Monday, December 26, 2011

EUR/USD

Last week we saw 3 consecutive smaller triangles in the EUR/USD, all showed (predictably) false upside breakouts that went on to fail. The series of smaller triangles has now formed a bearish continuation Descending Triangle. My thoughts are this too will show a false breakout, but the implications of the triangle are more serious as they effect the trend.


Here are my horrible trendlines again, but a descending triangle is found exactly where this one is, after a downtrend and is a continuation pattern (bearish implications). I would think just like the last 3 FX triangles last week we will see an upside false breakout and then as I have suspected since before the FX bounce started when the $1.30 level was first broken, the end of the bounce allowing the substantial $1.30 longs to liquidate their positions using the bounce from sub $1.30 levels.

Remember the Euro and the market have roughly the same correlation, so a drop in the Euro would be a market negative event.

Earlier as I pointed out in the video tonight, December hasn't been as solid a month as we usually see in a Santa Claus rally and most troubling is the defensive nature of the market with the Dow being the best performer (internals as well). Small Caps should lead a move like this and the R2k just isn't acting well.

In any case, most of Wall Street won't be back until after the New Year so volume will be very light which has the potential of setting up some big swings (as we saw the market levitated on no news, no real divergences-on Friday afternoon-it was hard to take that move seriously after the rangebound market most of the afternoon, an easy to spot manipulation of the market in a light volume environment) , news could also play an important role as there are few financial releases of any importance. Most of the potentially bad stuff that may arise out of Europe will start mid-week through Friday.

As for the triangle above, I'm guessing that it breaks out sometime in the wee hours of the a.m., possibly on the European open. The price pattern implied target would take the Euro back below the psychologically and technically important $1.30 level. Should this happen, this will further exacerbate the strength in the dollar and may make for a quick short trade in gold which has been performing nearly exactly inversely to the dollar index.

A quick 1-2 day trade in DZZ may make for a little extra spending cash while the longer term position in gold would be severely degraded.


▶ [THE PROBLEM]:
The reply must repeat each entry exactly and contain no pictures.

(Stored records)
· · · · · · ·

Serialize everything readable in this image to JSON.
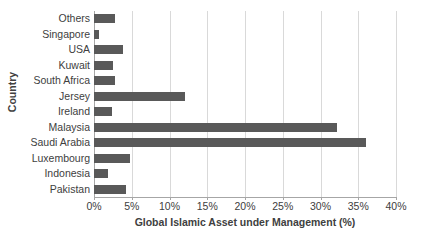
{
  "chart_data": {
    "type": "bar",
    "orientation": "horizontal",
    "title": "",
    "xlabel": "Global Islamic Asset under Management (%)",
    "ylabel": "Country",
    "categories": [
      "Others",
      "Singapore",
      "USA",
      "Kuwait",
      "South Africa",
      "Jersey",
      "Ireland",
      "Malaysia",
      "Saudi Arabia",
      "Luxembourg",
      "Indonesia",
      "Pakistan"
    ],
    "values": [
      2.8,
      0.7,
      3.9,
      2.5,
      2.8,
      12.0,
      2.4,
      32.2,
      36.0,
      4.8,
      1.9,
      4.2
    ],
    "xlim": [
      0,
      40
    ],
    "xtick_values": [
      0,
      5,
      10,
      15,
      20,
      25,
      30,
      35,
      40
    ],
    "xtick_labels": [
      "0%",
      "5%",
      "10%",
      "15%",
      "20%",
      "25%",
      "30%",
      "35%",
      "40%"
    ],
    "grid": "vertical",
    "legend": "none",
    "bar_color": "#595959",
    "gridline_color": "#d9d9d9",
    "axis_color": "#a6a6a6",
    "text_color": "#404040"
  }
}
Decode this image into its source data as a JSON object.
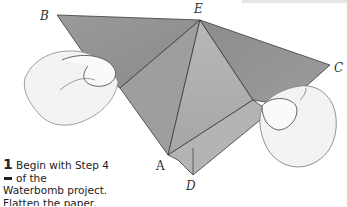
{
  "step": {
    "number": "1",
    "line1": "Begin with Step 4",
    "line2": "of the",
    "line3": "Waterbomb project.",
    "line4": "Flatten the paper."
  },
  "points": {
    "A": "A",
    "B": "B",
    "C": "C",
    "D": "D",
    "E": "E"
  },
  "colors": {
    "paper_dark": "#8d8d8d",
    "paper_mid": "#a3a3a3",
    "paper_light": "#bdbdbd",
    "line": "#3a3a3a",
    "hand": "#f2f2f2"
  }
}
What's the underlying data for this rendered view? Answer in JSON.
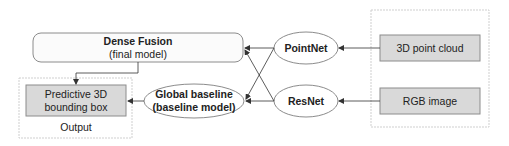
{
  "nodes": {
    "dense_fusion": {
      "title": "Dense Fusion",
      "subtitle": "(final model)"
    },
    "predictive_box": {
      "line1": "Predictive 3D",
      "line2": "bounding box"
    },
    "output_group": {
      "label": "Output"
    },
    "global_baseline": {
      "line1": "Global baseline",
      "line2": "(baseline model)"
    },
    "pointnet": {
      "label": "PointNet"
    },
    "resnet": {
      "label": "ResNet"
    },
    "point_cloud": {
      "label": "3D point cloud"
    },
    "rgb_image": {
      "label": "RGB image"
    }
  },
  "edges": [
    {
      "from": "3D point cloud",
      "to": "PointNet"
    },
    {
      "from": "RGB image",
      "to": "ResNet"
    },
    {
      "from": "PointNet",
      "to": "Dense Fusion"
    },
    {
      "from": "PointNet",
      "to": "Global baseline"
    },
    {
      "from": "ResNet",
      "to": "Dense Fusion"
    },
    {
      "from": "ResNet",
      "to": "Global baseline"
    },
    {
      "from": "Dense Fusion",
      "to": "Predictive 3D bounding box"
    },
    {
      "from": "Global baseline",
      "to": "Predictive 3D bounding box"
    }
  ],
  "colors": {
    "box_fill": "#d9d9d9",
    "box_stroke": "#8c8c8c",
    "group_stroke": "#cfcfcf",
    "rounded_fill": "#fbfbfb",
    "line": "#333333"
  }
}
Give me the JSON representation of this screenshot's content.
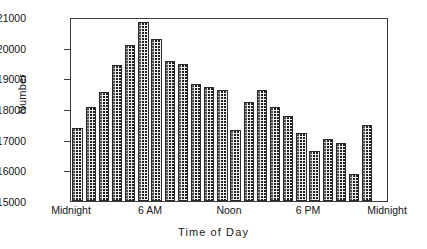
{
  "chart_data": {
    "type": "bar",
    "title": "",
    "xlabel": "Time of Day",
    "ylabel": "Number",
    "ylim": [
      15000,
      21000
    ],
    "ytick_values": [
      15000,
      16000,
      17000,
      18000,
      19000,
      20000,
      21000
    ],
    "ytick_labels": [
      "15000",
      "16000",
      "17000",
      "18000",
      "19000",
      "20000",
      "21000"
    ],
    "xtick_labels": [
      "Midnight",
      "6  AM",
      "Noon",
      "6  PM",
      "Midnight"
    ],
    "xtick_hours": [
      0,
      6,
      12,
      18,
      24
    ],
    "grid": false,
    "legend": null,
    "categories": [
      "0",
      "1",
      "2",
      "3",
      "4",
      "5",
      "6",
      "7",
      "8",
      "9",
      "10",
      "11",
      "12",
      "13",
      "14",
      "15",
      "16",
      "17",
      "18",
      "19",
      "20",
      "21",
      "22"
    ],
    "values": [
      17400,
      18100,
      18600,
      19500,
      20150,
      20900,
      20350,
      19600,
      19520,
      18850,
      18750,
      18670,
      17350,
      18250,
      18650,
      18100,
      17800,
      17250,
      16650,
      17050,
      16900,
      15900,
      17500
    ],
    "bar_style": {
      "fill": "#f2f2f2",
      "pattern": "dotted-stipple",
      "edge_color": "#2b2b2b"
    }
  },
  "axes": {
    "frame_color": "#3a3a3a"
  }
}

· · · · · · ·

▶ [EXPECTED ANSWER]:
Serialize everything readable in this image to JSON.
{
  "chart_data": {
    "type": "bar",
    "orientation": "horizontal",
    "title": "",
    "xlabel": "Global Islamic Asset under Management (%)",
    "ylabel": "Country",
    "categories": [
      "Others",
      "Singapore",
      "USA",
      "Kuwait",
      "South Africa",
      "Jersey",
      "Ireland",
      "Malaysia",
      "Saudi Arabia",
      "Luxembourg",
      "Indonesia",
      "Pakistan"
    ],
    "values": [
      2.8,
      0.7,
      3.9,
      2.5,
      2.8,
      12.0,
      2.4,
      32.2,
      36.0,
      4.8,
      1.9,
      4.2
    ],
    "xlim": [
      0,
      40
    ],
    "xtick_values": [
      0,
      5,
      10,
      15,
      20,
      25,
      30,
      35,
      40
    ],
    "xtick_labels": [
      "0%",
      "5%",
      "10%",
      "15%",
      "20%",
      "25%",
      "30%",
      "35%",
      "40%"
    ],
    "grid": "vertical",
    "legend": "none",
    "bar_color": "#595959",
    "gridline_color": "#d9d9d9",
    "axis_color": "#a6a6a6",
    "text_color": "#404040"
  }
}
Decode this image into its source data as a JSON object.
{
  "step": {
    "number": "1",
    "line1": "Begin with Step 4",
    "line2": "of the",
    "line3": "Waterbomb project.",
    "line4": "Flatten the paper."
  },
  "points": {
    "A": "A",
    "B": "B",
    "C": "C",
    "D": "D",
    "E": "E"
  },
  "colors": {
    "paper_dark": "#8d8d8d",
    "paper_mid": "#a3a3a3",
    "paper_light": "#bdbdbd",
    "line": "#3a3a3a",
    "hand": "#f2f2f2"
  }
}
What's the underlying data for this rendered view? Answer in JSON.
{
  "nodes": {
    "dense_fusion": {
      "title": "Dense Fusion",
      "subtitle": "(final model)"
    },
    "predictive_box": {
      "line1": "Predictive 3D",
      "line2": "bounding box"
    },
    "output_group": {
      "label": "Output"
    },
    "global_baseline": {
      "line1": "Global baseline",
      "line2": "(baseline model)"
    },
    "pointnet": {
      "label": "PointNet"
    },
    "resnet": {
      "label": "ResNet"
    },
    "point_cloud": {
      "label": "3D point cloud"
    },
    "rgb_image": {
      "label": "RGB image"
    }
  },
  "edges": [
    {
      "from": "3D point cloud",
      "to": "PointNet"
    },
    {
      "from": "RGB image",
      "to": "ResNet"
    },
    {
      "from": "PointNet",
      "to": "Dense Fusion"
    },
    {
      "from": "PointNet",
      "to": "Global baseline"
    },
    {
      "from": "ResNet",
      "to": "Dense Fusion"
    },
    {
      "from": "ResNet",
      "to": "Global baseline"
    },
    {
      "from": "Dense Fusion",
      "to": "Predictive 3D bounding box"
    },
    {
      "from": "Global baseline",
      "to": "Predictive 3D bounding box"
    }
  ],
  "colors": {
    "box_fill": "#d9d9d9",
    "box_stroke": "#8c8c8c",
    "group_stroke": "#cfcfcf",
    "rounded_fill": "#fbfbfb",
    "line": "#333333"
  }
}
Give me the JSON representation of this screenshot's content.
{
  "chart_data": {
    "type": "bar",
    "title": "",
    "xlabel": "Time of Day",
    "ylabel": "Number",
    "ylim": [
      15000,
      21000
    ],
    "ytick_values": [
      15000,
      16000,
      17000,
      18000,
      19000,
      20000,
      21000
    ],
    "ytick_labels": [
      "15000",
      "16000",
      "17000",
      "18000",
      "19000",
      "20000",
      "21000"
    ],
    "xtick_labels": [
      "Midnight",
      "6  AM",
      "Noon",
      "6  PM",
      "Midnight"
    ],
    "xtick_hours": [
      0,
      6,
      12,
      18,
      24
    ],
    "grid": false,
    "legend": null,
    "categories": [
      "0",
      "1",
      "2",
      "3",
      "4",
      "5",
      "6",
      "7",
      "8",
      "9",
      "10",
      "11",
      "12",
      "13",
      "14",
      "15",
      "16",
      "17",
      "18",
      "19",
      "20",
      "21",
      "22"
    ],
    "values": [
      17400,
      18100,
      18600,
      19500,
      20150,
      20900,
      20350,
      19600,
      19520,
      18850,
      18750,
      18670,
      17350,
      18250,
      18650,
      18100,
      17800,
      17250,
      16650,
      17050,
      16900,
      15900,
      17500
    ],
    "bar_style": {
      "fill": "#f2f2f2",
      "pattern": "dotted-stipple",
      "edge_color": "#2b2b2b"
    }
  },
  "axes": {
    "frame_color": "#3a3a3a"
  }
}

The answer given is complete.